There are a few ways to go about tracking a trajectory. Here, I will show you some alternatives to your desired behavior, in addition to its solution.
Solution A: Mark each step
In your Physijs application, you should have a scene.simulate
call and an event listener when the update has finished, so that you can loop through physics separately from the rendering process. It shouldn't be too hard to add a little extra code to place a marker of some sort every step into your scene, which preferably doesn't contain too many extra vertices (i.e. not too complex):
var markSize = 2; // Tweak this to set marker size
var markGeom = new THREE.BoxGeometry(markSize, markSize, markSize, 1, 1, 1);
var markMat = new THREE.MeshBasicMaterial({color: "blue"});
scene.addEventListener("update", function(){
// Generate a box where projectile was last moved
var marker = new THREE.Mesh(markGeom.clone(), markMat);
marker.position.copy(projectile.position);
// Display position!
scene.add(marker);
// Keep simulation going
scene.simulate(undefined, 2);
});
In this code, projectile
is the variable referencing your projectile Physijs mesh.
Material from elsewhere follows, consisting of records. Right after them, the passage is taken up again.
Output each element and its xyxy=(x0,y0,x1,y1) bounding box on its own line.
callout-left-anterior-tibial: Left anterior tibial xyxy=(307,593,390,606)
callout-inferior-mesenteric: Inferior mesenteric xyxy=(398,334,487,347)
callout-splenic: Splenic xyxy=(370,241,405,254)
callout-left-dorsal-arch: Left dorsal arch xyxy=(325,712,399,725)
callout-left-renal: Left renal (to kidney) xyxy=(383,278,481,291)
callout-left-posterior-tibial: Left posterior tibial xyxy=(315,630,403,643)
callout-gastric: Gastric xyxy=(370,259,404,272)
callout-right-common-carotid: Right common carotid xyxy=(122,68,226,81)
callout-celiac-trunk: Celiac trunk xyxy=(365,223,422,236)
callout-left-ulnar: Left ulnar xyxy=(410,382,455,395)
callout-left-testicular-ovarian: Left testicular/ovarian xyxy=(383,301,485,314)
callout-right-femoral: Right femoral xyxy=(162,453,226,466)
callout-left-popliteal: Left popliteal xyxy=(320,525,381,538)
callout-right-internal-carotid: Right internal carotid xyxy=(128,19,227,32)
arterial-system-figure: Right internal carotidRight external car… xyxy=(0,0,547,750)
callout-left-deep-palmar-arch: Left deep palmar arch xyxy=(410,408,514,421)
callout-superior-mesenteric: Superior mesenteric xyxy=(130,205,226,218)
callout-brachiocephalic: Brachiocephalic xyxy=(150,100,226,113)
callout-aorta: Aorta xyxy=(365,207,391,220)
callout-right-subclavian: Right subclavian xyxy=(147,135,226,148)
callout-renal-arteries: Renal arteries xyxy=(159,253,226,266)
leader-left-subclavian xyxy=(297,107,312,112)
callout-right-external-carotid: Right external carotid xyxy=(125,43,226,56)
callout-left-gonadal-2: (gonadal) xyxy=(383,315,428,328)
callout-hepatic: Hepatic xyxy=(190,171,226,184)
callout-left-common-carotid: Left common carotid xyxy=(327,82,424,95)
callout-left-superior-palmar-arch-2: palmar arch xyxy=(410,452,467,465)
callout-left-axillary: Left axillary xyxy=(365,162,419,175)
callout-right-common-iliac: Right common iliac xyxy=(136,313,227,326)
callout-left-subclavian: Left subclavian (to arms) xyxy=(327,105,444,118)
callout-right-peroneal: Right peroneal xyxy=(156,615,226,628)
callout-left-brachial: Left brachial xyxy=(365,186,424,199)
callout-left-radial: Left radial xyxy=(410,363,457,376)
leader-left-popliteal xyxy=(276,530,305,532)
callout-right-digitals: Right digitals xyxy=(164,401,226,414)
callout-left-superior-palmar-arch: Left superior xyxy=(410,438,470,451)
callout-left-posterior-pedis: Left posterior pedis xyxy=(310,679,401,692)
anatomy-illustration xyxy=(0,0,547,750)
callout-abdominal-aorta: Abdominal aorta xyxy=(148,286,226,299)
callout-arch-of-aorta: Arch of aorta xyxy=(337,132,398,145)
Note that you shouldn't format this for your rendering loop, as you might be using requestAnimationFrame
, which stops calling your rendering loop when the window (or tab) goes out of focus. It won't be pleasant when some client does that and gets a messed up trajectory. Plus, this tied directly into your Physijs stepping, which makes it extremely precise.
Solution B: Dynamic arrow
This is probably what you wanted in the first place. It creates an arrow which will show the direction and speed of the projectile:
// Constructor: direction, origin, length, color in hexadecimal
var arrowMark = new THREE.ArrowHelper(
new THREE.Vector3(0, 1, 0), projectile.position, 0, 0x884400);
function drawDir(){
var pvel = projectile.getLinearVelocity();
// Update arrow
arrowMark.position.set(projectile.position);
arrowMark.setDirection(pvel.normalize());
arrowMark.setLength(pvel.length());
}
Yeah, that was kind of easy. Once again, projectile
is referencing your projectile Physijs mesh. Just call drawDir
every render call and you're good to go!